The number list is not designed by hand. A neural network learns it from data, under pressure to make useful predictions, and the by-product is a space where geometry reflects meaning. A 2-D sketch makes the idea visible even though real embeddings have far more dimensions:

      cat ·   · kitten
         ·  dog
            · puppy
                                  · car
                                · truck   · van

  near = similar meaning · far = unrelated · clusters = topics

Words about pets cluster together; words about vehicles form a separate cluster far away. Nobody placed them — training shaped the geometry.

STEP 2

Why "close" is so useful: similarity becomes arithmetic.

Once meaning is geometry, hard problems become easy distance calculations. "Find documents about this question" stops being keyword matching (which fails when the document says "automobile" and the query says "car") and becomes "find the stored vectors closest to the query's vector." Similarity is computed with a simple, fast formula (commonly cosine similarity, the angle between two vectors), which is why it scales to millions of items.

This single primitive underpins a surprising amount of modern AI:

  • Semantic search — match by meaning, not exact words, so "how do I reset my password" finds a doc titled "account recovery steps."
  • Recommendations — items near things you liked are likely things you will like.
  • Clustering and deduplication — group near-identical or related content automatically.
  • Retrieval-augmented generation (RAG) — the most important use here: embed a knowledge base, embed the user's question, retrieve the closest chunks, and paste them into the prompt so the LLM answers from real, current sources instead of memory.
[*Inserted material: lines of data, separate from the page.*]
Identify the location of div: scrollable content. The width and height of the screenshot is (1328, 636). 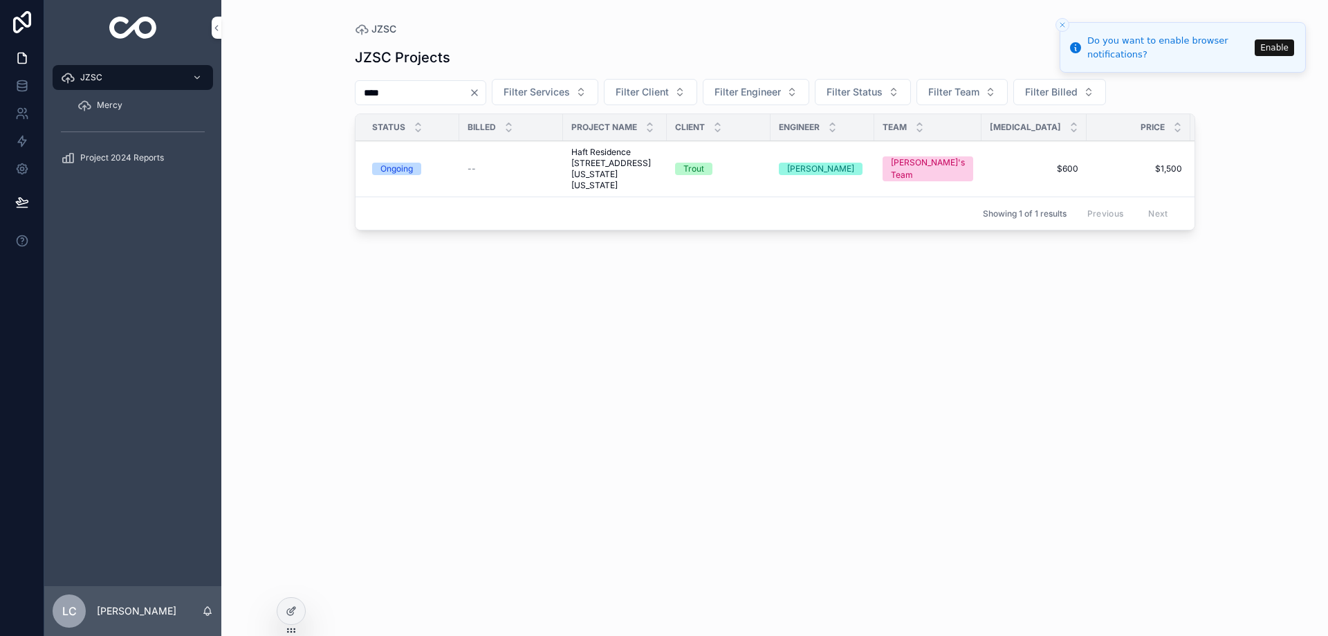
(133, 122).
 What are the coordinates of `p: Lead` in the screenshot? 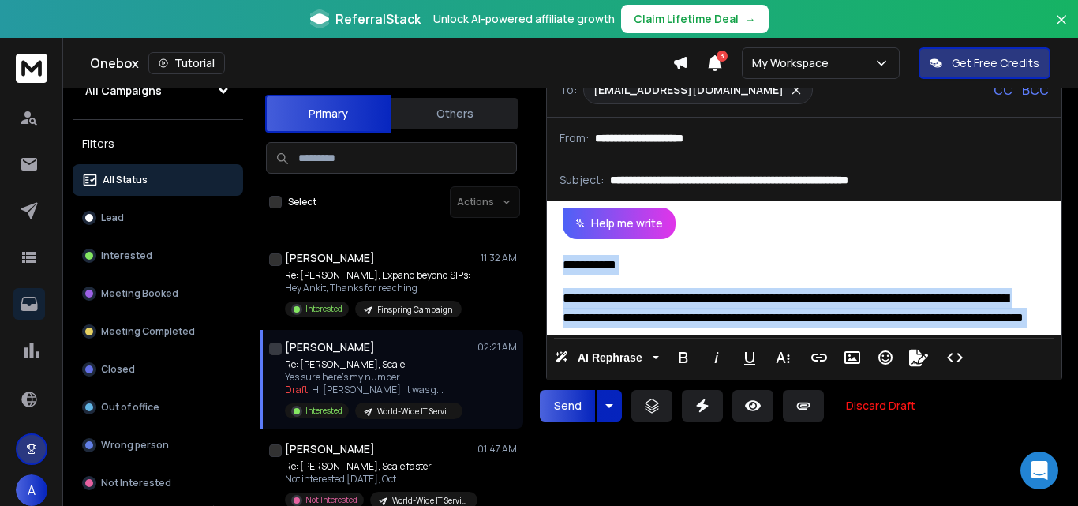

The same idea works beyond text: images, audio, code, and even users and products can be embedded, which is how "find similar images" or cross-modal "search images with a text query" work — different things share one space.

STEP 3

The famous example: directions carry meaning.

The result that made embeddings click for many people: in a well-trained word-embedding space, directions can encode relationships. The classic illustration:

vector("king") - vector("man") + vector("woman")  ≈  vector("queen")

Read it as: "start at king, remove the 'maleness' direction, add the 'femaleness' direction, and you arrive near queen." A consistent geometric offset corresponds to a real-world relationship (here, gender), and similar offsets appear for capital-of-country or singular-to-plural. This emerged from training on plain text, with no dictionary of relationships — strong evidence that the geometry genuinely captures structure, not just rough topical proximity.

Treat this as intuition, not a guarantee. Real embedding spaces are messier than the clean analogy suggests, the arithmetic does not always land exactly, and learned vectors inherit biases present in the training text. Embeddings reflect their data — including its prejudices — which matters when they drive search or recommendations.

STEP 4

Connecting it back to LLMs — and the limits.

Embeddings are not a separate gadget bolted onto LLMs; they are the language model's native input. Recall that text is split into tokens, then integers. The model's very first layer is an embedding layer that turns each token ID into a learned vector. Everything the model does afterward is geometry and arithmetic on those vectors. "Meaning as position in space" is not an analogy for how LLMs work — it is literally the first thing they do.

Two limits keep expectations calibrated. First, similarity is not truth: an embedding can place a question near a passage that is topically related but factually wrong for it; retrieval finds relevant text, not correct answers, which is why RAG still needs the LLM to read and reason, and ideally a verification step. Second, embeddings compress: collapsing rich meaning into a few hundred numbers necessarily loses nuance, so two genuinely different sentences can land suspiciously close.

The durable takeaway: embeddings convert the fuzzy human notion of "similar in meaning" into the precise machine notion of "near in space," and that one conversion is what makes search, recommendation, and retrieval-augmented generation possible at scale. When you later see a system "find relevant context," picture points in space and the nearest neighbours being pulled out — that is the whole mechanism.